Historica Wiki
Advertisement
Randolph McCoy

Randolph "Randall" McCoy (30 October 1825-28 March 1914) was the patriarch of the McCoy family of Kentucky at the time of the Hatfield-McCoy feud.

Biography[]

Randolph McCoy was the fourth of thirteen children born to Daniel and Margaret Taylor McCoy, and he lived on the Kentucky side of the Tug Fork in present-day Hardy, Pike County. He married his first cousin Sally McCoy and fathered 16 children, including Jim, Tolbert, Alifair, Roseanna, Calvin, Pharmer, and Bud. He served in the 45th Virginia Infantry Battalion during the American Civil War, while his brother Asa Harmon McCoy served in the Union Army and was murdered by Confederate sympathizer Jim Vance in January 1865. This caused uneasy relations between McCoy, Vance, and Vance's nephew Devil Anse McCoy, who had deserted during the war. The rivalry intensified due to Perry Cline and Anse Hatfield's land dispute in the late 1870s and Floyd Hatfield and Randolph's court case over a hog which Randolph believed had been stolen from him. His relatives Sam and Paris McCoy murdered Bill Staton for testifying in Floyd's favor and for drunkenly threatening to kill any McCoy who went after him as a result, leading to another escalation.

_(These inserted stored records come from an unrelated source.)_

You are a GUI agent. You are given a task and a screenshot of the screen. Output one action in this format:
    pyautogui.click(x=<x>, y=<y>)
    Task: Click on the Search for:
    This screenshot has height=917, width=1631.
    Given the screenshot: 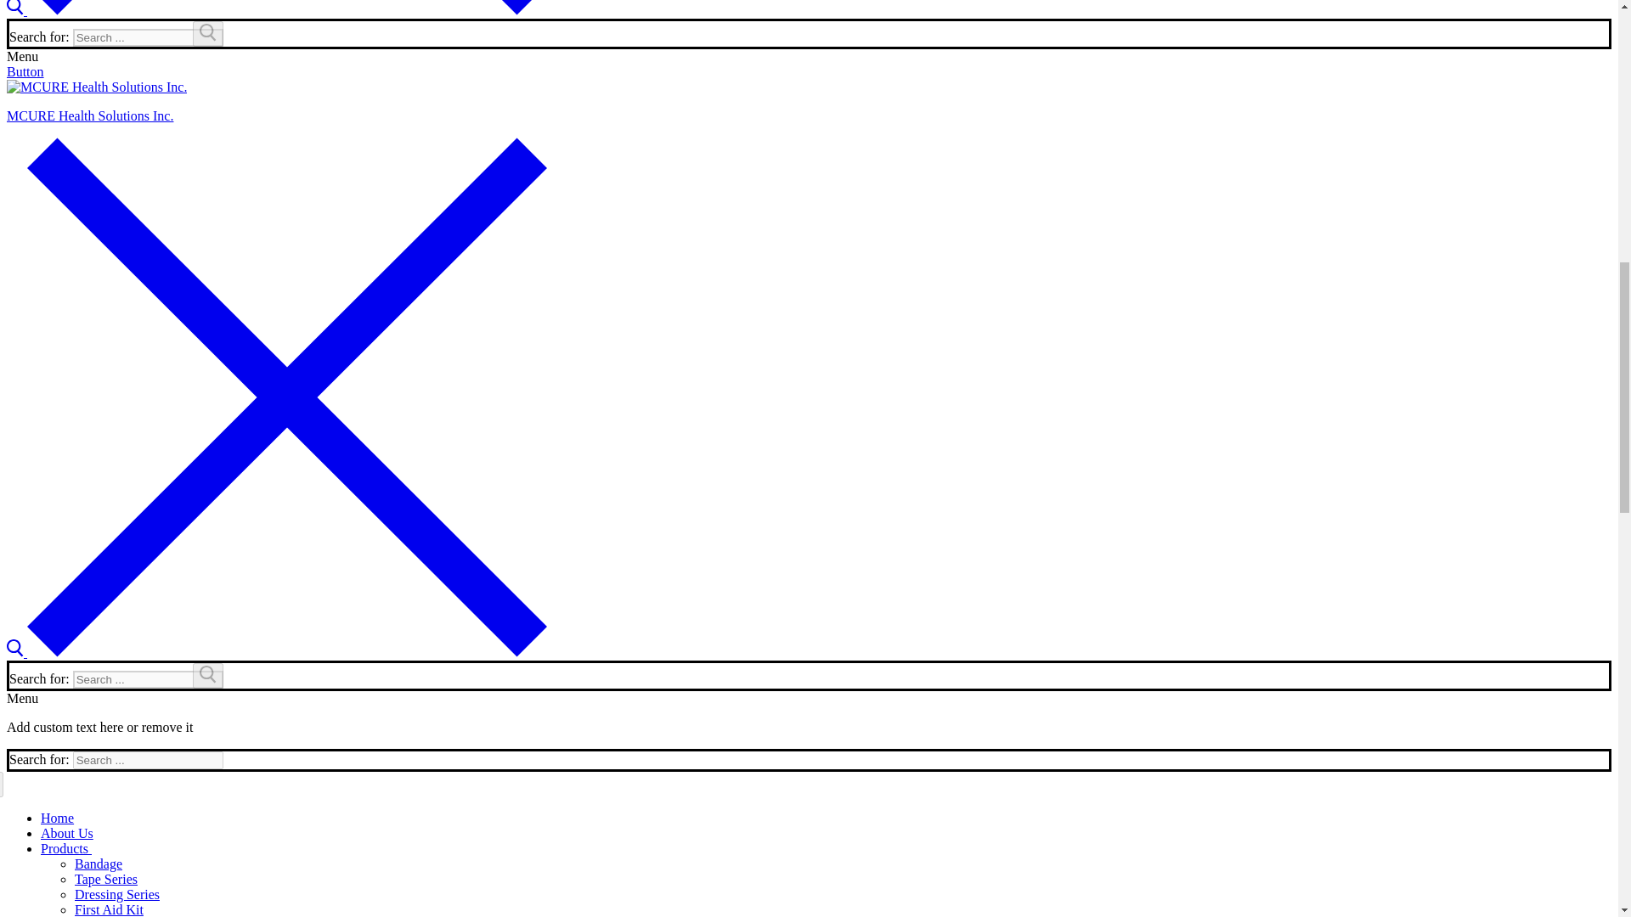 What is the action you would take?
    pyautogui.click(x=148, y=760)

He went on to disown his daughter Roseanna for havinga n affair with Johnse Hatfield, and Roseanna suffered a miscarriage after Johnse abandoned her to marry Nancy McCoy; Roseanna died shortly after at the age of 29. The feuding continued when Randolph's three sons Tolbert, Pharmer, and Bud were massacred by Anse for killing his brother Ellison Hatfield on Election Day of 1882. On 1 January 1888, Cap Hatfield and Jim Vance burned down the McCoy cabin, killing McCoy's children Calvin and Alifair in the process. Sally was left disabled after being savagely beaten, and Randolph was forced to flee to Pikeville with his family. There, he operated a ferry while Kentucky deputy Frank Phillips and a posse of McCoys killed Jim Vance and arrested Cap Hatfield. Randolph McCoy died in an accidental fire in 1914.